For a brief, thrilling moment, Foxbrush almost took one step, then another, then sank into those alluring immortal arms. All thoughts of his life and his mission and his world could so swiftly be forgotten.
But a timely sneeze returned enough of his sense that her words sank even to the dullest places of his mind. “I’m not killing anyone,” he said, rubbing his nose.
“Not yet.” Nidawi ran long fingers through her own hair and shrugged prettily. “But you will. Which means you have, which means . . . Oh! So much! Now come here, mortal king, and let me kiss you.”
Foxbrush fled.
He did not run, for he knew that it would do no good, but he turned on heel and walked very fast, stopping only long enough to grab up the scroll as he went. His face flushed deeply with something between panic and dread, and his heart thudded madly in his breast. He could easily imagine the tear of the lioness’s claws in his back, the fire, the rip, the end. . . .
His hands in fists, he strode as fast as he could, and the trees parted to make way, though he did not notice this. He knew the name of the Everblooming. What child in Southlands did not? She featured in many rhymes and nursery tales, even in the Ballad of Shadow Hand, if he remembered correctly.

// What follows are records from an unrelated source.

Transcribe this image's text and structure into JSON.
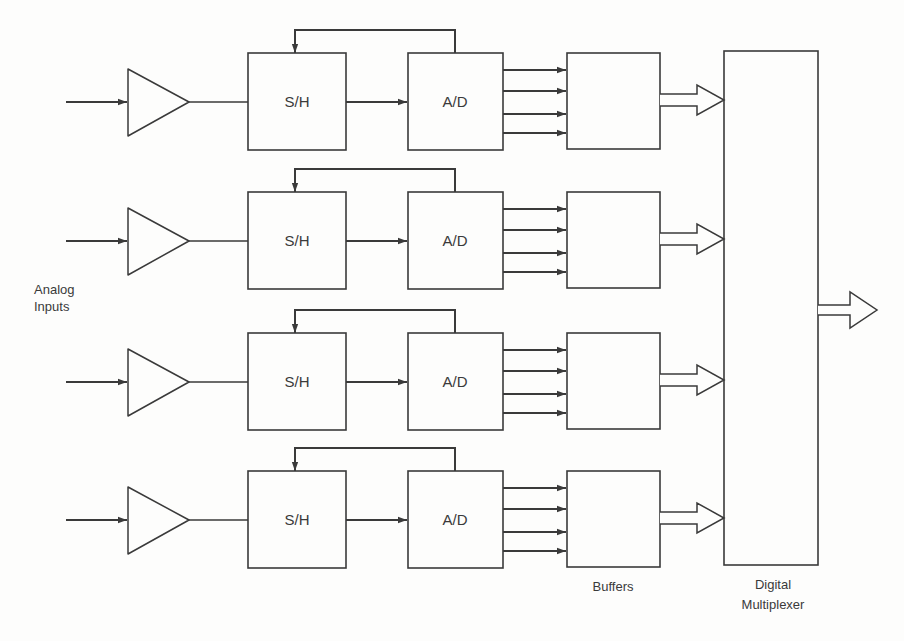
{
  "diagram": {
    "title_side_label": [
      "Analog",
      "Inputs"
    ],
    "channels": [
      {
        "index": 1,
        "sample_hold_label": "S/H",
        "converter_label": "A/D",
        "bit_lines": 4
      },
      {
        "index": 2,
        "sample_hold_label": "S/H",
        "converter_label": "A/D",
        "bit_lines": 4
      },
      {
        "index": 3,
        "sample_hold_label": "S/H",
        "converter_label": "A/D",
        "bit_lines": 4
      },
      {
        "index": 4,
        "sample_hold_label": "S/H",
        "converter_label": "A/D",
        "bit_lines": 4
      }
    ],
    "buffers_label": "Buffers",
    "multiplexer_label": [
      "Digital",
      "Multiplexer"
    ],
    "colors": {
      "line": "#3a3a3a",
      "background": "#fdfdfc"
    }
  }
}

But that was just it. This nursery story wanted to—he nearly choked at the thought—wanted to kiss him! This children’s book character, this figment of some strange man’s even stranger imagination! Real and voluptuous and terrifying and . . .
It was too horrid. He must escape.
“Where are you going?”
“GAHHHH!”
Her voice in his ear propelled Foxbrush into a faster pace, though he maintained enough control over himself to keep from breaking into a full-out run. “I . . . I . . .” He panted, for she had drawn up beside him, striding on her long legs, the leaves of her gown fluttering. Foxbrush could feel the silent thud of the lioness’s feet behind. “I am simply, um, going . . .”
“I haven’t told you whom to kill yet,” she said, using a patient voice that was more terrible even than her wrath. “You mortals really are odd beasts, aren’t you?”
“I’m sorry,” he said, trying but failing to outpace her, for she matched her stride exactly to his. And his own wasn’t great in any case, what with his shoes falling apart and leaving bits of themselves in his wake. “I really can’t kill anyone. And I really can’t marry you either!”
“Oh, that’s what you say now,” Nidawi replied with a merry laugh. “But you’ll change your mind. Mortals always do. I’ll make you a Faerie king, and though I won’t give you three lives, I’ll give you one nice long one. You mortals like that, don’t you?”
He caught another sneeze. His head was beginning to throb. Why, oh why had he not thought to grab an extra handkerchief before setting off on this fool’s errand? “I think you’re very kind, my lady,” he said, “but I prefer the life I’ve always had, humble though it may be.”
“A mortal life?” she asked, a sneer in her voice.
He nodded and she fell silent beside him. The trees cast their green shadows around them, and Foxbrush noticed for the first time that he heard no other sounds besides his own footsteps and the beat of the lioness’s paws. Nidawi moved without even a murmur of her fern-leaf gown, and there were no birds in the trees.
A grove of five thin silver-branch trees grew up nearby. Nidawi saw them and twisted her pretty mouth thoughtfully. “I’ll take you back to There if you like, my king,” she said, and her voice was quieter than it had been hitherto. “I’ll take you back to the mortal realm.”
“I . . . I can’t go before I find Daylily.”
“Lumé’s crown,” she snapped, and her long-fingered hand clamped down upon his arm. “If I never hear another word about this chit of a mortal girl of yours, it’ll be too soon!”
She whirled him about to face her. She was suddenly neither a young woman nor even a child, but a much older woman, stern, beautiful, not alluring so much as commanding. There were streaks of silver amid the black and green of her hair, and her large eyes glowed with purple fire.